Franken came out of that event, among other things, with a new prospective ambition. In the aftermath of Mondale's defeat, some influential Minnesotans approached him about running against Coleman in 2008. He is seriously considering it. It would mean moving back to Minnesota and reconnecting with his roots, which attracts him now that he and his wife are empty-nesters. He has talked to Democratic consultants; party fund-raisers have offered to work for him. ''Eventually I'd go to Hillary for advice,'' he said. ''She became a senator without ever having lived in the state before.''
Paul Begala, who has offered his advice, said: ''I think he'd be a terrific candidate. But the biggest thing any politician needs is a thick skin.
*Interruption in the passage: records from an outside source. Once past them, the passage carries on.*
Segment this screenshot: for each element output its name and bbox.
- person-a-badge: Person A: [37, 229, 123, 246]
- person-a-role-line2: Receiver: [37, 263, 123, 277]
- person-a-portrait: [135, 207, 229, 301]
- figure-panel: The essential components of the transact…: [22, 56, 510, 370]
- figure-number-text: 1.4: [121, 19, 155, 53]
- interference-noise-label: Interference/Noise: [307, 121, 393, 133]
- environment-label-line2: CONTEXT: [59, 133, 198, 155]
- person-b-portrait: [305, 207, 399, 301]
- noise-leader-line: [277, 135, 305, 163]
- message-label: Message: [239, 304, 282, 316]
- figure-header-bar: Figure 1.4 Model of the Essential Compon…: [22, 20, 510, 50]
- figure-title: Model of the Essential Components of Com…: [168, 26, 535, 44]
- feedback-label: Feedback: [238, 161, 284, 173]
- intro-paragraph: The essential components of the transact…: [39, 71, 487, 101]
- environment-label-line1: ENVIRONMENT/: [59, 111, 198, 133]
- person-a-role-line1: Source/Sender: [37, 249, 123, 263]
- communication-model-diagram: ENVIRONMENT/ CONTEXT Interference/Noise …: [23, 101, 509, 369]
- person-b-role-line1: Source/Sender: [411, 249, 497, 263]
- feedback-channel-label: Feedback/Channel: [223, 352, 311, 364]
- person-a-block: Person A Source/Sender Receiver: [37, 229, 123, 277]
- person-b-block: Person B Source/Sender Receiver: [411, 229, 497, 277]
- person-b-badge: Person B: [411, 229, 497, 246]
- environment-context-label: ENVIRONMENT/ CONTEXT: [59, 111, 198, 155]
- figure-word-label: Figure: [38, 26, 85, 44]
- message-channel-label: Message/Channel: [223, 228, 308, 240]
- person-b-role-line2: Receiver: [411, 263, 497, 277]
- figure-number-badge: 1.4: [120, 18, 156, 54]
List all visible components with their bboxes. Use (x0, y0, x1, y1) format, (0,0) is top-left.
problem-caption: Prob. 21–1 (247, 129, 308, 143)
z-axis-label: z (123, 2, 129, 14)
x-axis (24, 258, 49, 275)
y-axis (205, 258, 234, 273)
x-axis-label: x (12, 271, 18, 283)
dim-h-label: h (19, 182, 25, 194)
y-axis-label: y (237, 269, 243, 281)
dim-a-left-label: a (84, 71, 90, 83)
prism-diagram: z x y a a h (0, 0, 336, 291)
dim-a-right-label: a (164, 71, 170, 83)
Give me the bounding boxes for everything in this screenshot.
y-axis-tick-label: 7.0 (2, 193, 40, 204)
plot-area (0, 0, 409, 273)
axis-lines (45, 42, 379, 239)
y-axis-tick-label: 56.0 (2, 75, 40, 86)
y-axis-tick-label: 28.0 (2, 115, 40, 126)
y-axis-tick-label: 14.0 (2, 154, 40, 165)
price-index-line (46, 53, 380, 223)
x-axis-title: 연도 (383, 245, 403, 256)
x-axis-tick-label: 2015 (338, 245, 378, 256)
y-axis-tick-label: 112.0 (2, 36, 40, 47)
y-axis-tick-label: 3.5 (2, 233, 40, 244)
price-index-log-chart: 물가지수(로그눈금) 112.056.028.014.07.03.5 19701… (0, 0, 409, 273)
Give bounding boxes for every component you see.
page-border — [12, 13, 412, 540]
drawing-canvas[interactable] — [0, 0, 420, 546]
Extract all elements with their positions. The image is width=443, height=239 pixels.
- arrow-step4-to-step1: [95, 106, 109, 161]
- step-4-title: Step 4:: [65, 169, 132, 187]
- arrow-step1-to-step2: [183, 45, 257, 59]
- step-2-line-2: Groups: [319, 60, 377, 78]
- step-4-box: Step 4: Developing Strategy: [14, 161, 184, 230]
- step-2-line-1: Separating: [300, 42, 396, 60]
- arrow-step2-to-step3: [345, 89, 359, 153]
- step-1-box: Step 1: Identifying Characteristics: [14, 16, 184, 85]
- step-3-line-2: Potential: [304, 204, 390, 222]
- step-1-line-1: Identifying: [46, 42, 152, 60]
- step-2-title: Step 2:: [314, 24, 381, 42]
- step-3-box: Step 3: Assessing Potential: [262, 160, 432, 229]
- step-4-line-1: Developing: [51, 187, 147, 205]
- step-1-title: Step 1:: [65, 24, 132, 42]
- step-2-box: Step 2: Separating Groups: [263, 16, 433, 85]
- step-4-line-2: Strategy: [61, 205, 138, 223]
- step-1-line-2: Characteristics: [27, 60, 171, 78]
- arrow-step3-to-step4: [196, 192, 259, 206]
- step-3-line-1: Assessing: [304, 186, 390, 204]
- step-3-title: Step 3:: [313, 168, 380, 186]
He'd have to develop that or perish.''
t's Sunday, Feb. 15, two and a half weeks after Al Franken put a heckler in a wrestling hold on the eve of the New Hampshire primary, and we're back at the Palace Theater in Manchester. Robert A. Baines, the mayor of Manchester, is onstage, talking to a packed house about freedom of speech. It's a different crowd this time. The Deaniacs are gone; these are people in jackets and ties and fur-collared coats. A theater crowd. Even with little advance warning, the $20 tickets sold out fast.
The story of Franken's lunge was big news here, and when the theater president and the (Democratic) mayor heard the comedian was being accused of ''body slamming'' in the media, they decided to get involved. Result: the mayor reads a proclamation naming this Al Franken Day, to thunderous applause, and hands Franken the key to the city. For his part, Franken puts on a show, the proceeds of which will go to the Palace's restoration fund. The bulk of it is material he has been performing for some time now, which gets a hearty reception from the self-selected audience as he riffs on Halliburton, ''evildoers'' and Bush's job-creation record. But the whole opening bit is new, as Franken gives his take on the events that transpired in this very theater. When he comes out, he makes a dive for the mayor's knees to peals of laughter. Then he goes into a bit of Laurel and Hardy with the theater president. ''Now, did I body-slam the guy?'' he asks, and the man obliges with a long, ''Noooo.''
''By the way,'' Franken goes on, ''the body slam is not a high-school wrestling move. At no time during my high-school wrestling career did the coach say, 'O.K., guys, today we're going to work on the body slam . . . and the pile driver.'''
The crowd loves it. And the event has come full circle: it's been Frankenized. It has gone through the media/political machine and come out the other side as a joke.